Gando Primary School / Kéré Architecture

Gando, Burkina Faso, 2001
Gando Primary School, Burkina Faso. Image © Erik Jan Ouwerkerk

Francis Kéré, the Pritzker prize-winning architect, is known for his communal collaborative approach to architecture. He emphasizes the involvement of users through local construction. The Gando primary school is a foundational example of this approach, as the project’s success relied on embracing constraints such as cost, climate, resource availability, and construction feasibility. The involvement of local villagers was key to completing the building. In rural Burkina Faso, community members traditionally build and repair homes. To maintain this cultural practice, low-tech and sustainable techniques were developed and improved for the Gando villagers’ participation in the construction process.

Gando Primary School, Burkina Faso. Image © Simeon Duchoud

The building is in a rectangular brick form, topped with a dry-stacked brick ceiling and a large overhanging corrugated metal roof. This design enables maximum ventilation, drawing cool air in from the interior windows and releasing hot air out through the perforations in the ceiling.

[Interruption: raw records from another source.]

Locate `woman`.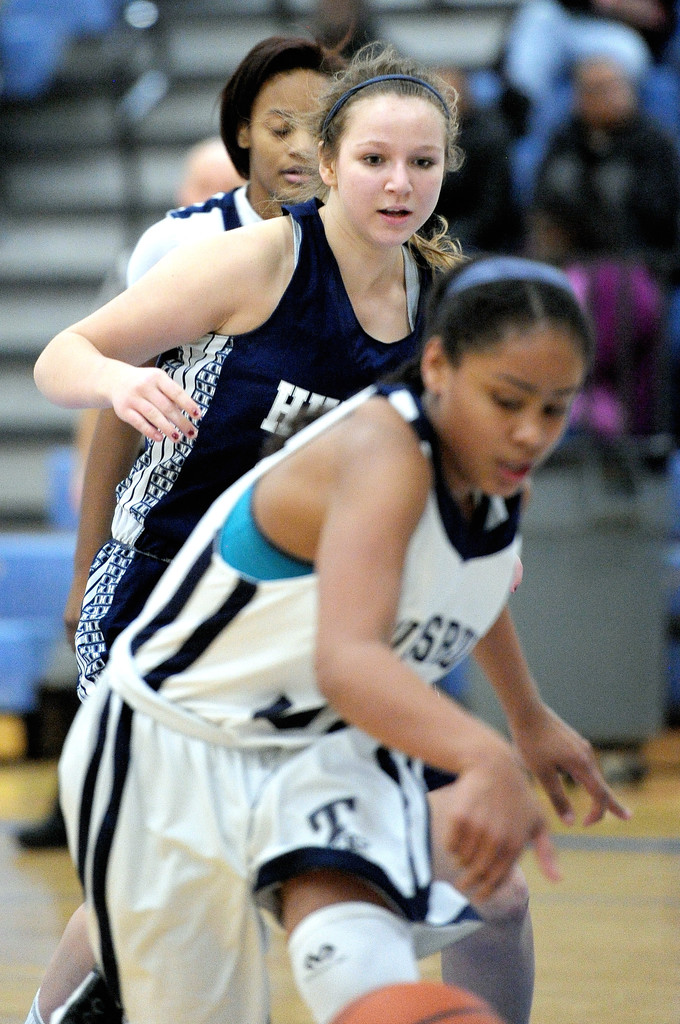
Bounding box: [left=56, top=240, right=602, bottom=1023].
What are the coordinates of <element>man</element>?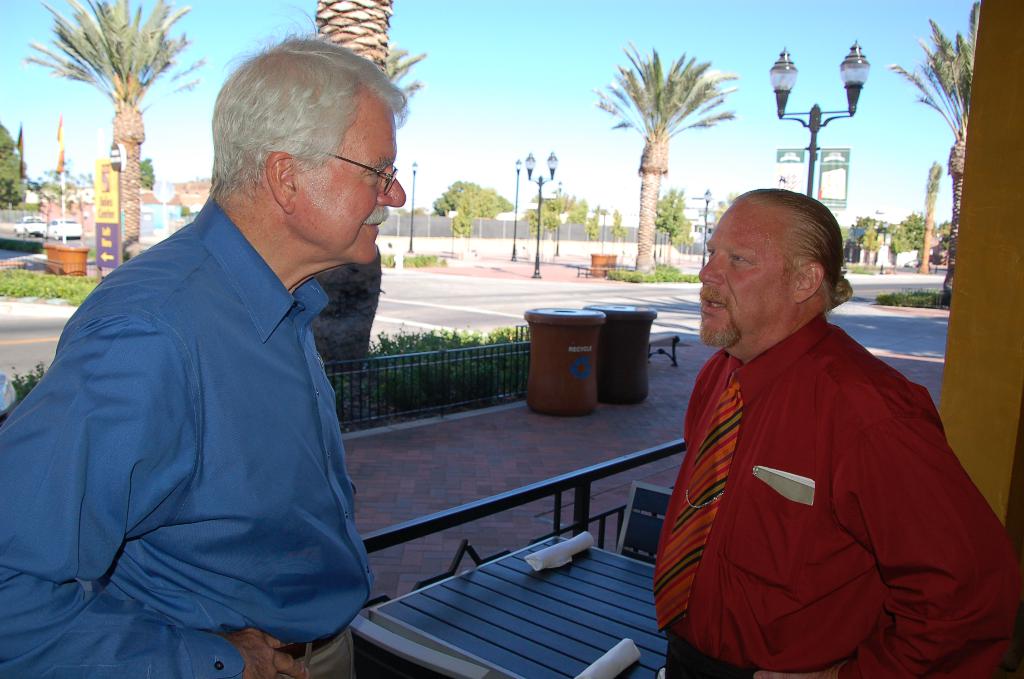
(656,166,992,662).
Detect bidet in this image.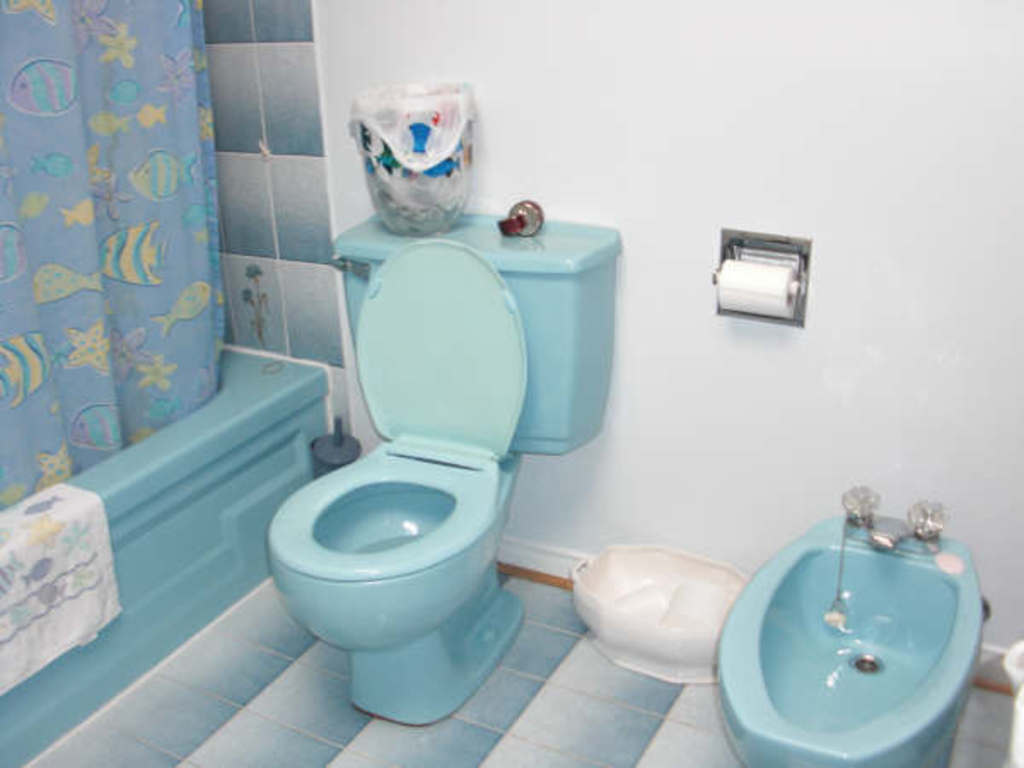
Detection: <box>265,435,524,727</box>.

The building has a low carbon footprint and does not require air conditioning. In 2004, it received the Aga Khan Award for Architecture, reflecting how the school became a landmark of community pride and collectivity.

Anandaloy Center / Studio Anna Heringer

Rudrapur, Bangladesh, 2019
Anandaloy Center, Rudrapur, Bangladesh. Image © Kurt Hoerbst

Studio Anna Heringer also believes that architecture is a tool for improving lives. Their strategy for all projects, whether in European, Asian, or African contexts, is to use local materials, local sources of energy (including manual labor), and global know-how. In this project, they explored the use of mud and bamboo, which are the local materials, and extensively invested in local craftswomen and people with disabilities who were the future users to construct it. The designer’s belief was to challenge the notion that mud is an old-fashioned material and inferior to brick, for example, but explore its plastic abilities in order to create a stronger identity.

Women involved in local construction . Image © Stefano Mori

Keeping these ideas in mind, the spaces were designed with curvier shapes that fit the mud building technique and included a ramp wrapping the form to the first floor, making it accessible to everyone. By involving the community in the design process, the building became more than just a structure; it became a catalyst for local development.

House of Dreams / Kuo Jze Yi and Peter Hasdel

Zhoushan Village, China, 2020
House of Dreams, Zhoushan village, China. Image © Insitu Project

The project utilized a bottom-up approach to participatory construction, prioritizing local solutions over a precise design. Kuo Jze Yi and Peter Hasdell, the designers, held constant engagements with residents of Zhoushan village to persuade them of the viability of building a house with waste materials. The process began with training elderly villagers in experimental construction using waste materials, which included steps such as collection, design, and construction. Waste bottles, plastics, and other objects were collected from the community and incorporated into building walls, floors, and surfaces. This approach developed the local know-how economy by recycling local resources, reduced building costs, and enabled unskilled villagers to participate in the construction process. 

House of Dreams Community workshop. Image © Insitu Project

The design of the project involved the construction of 19 cave spaces around 4 large courtyards, housing community guesthouses, dining and cooking facilities, activity spaces, and new amenities. It was called ‘House of Dreams’ from the collective memories of elder villagers who spent their childhoods living in the caves.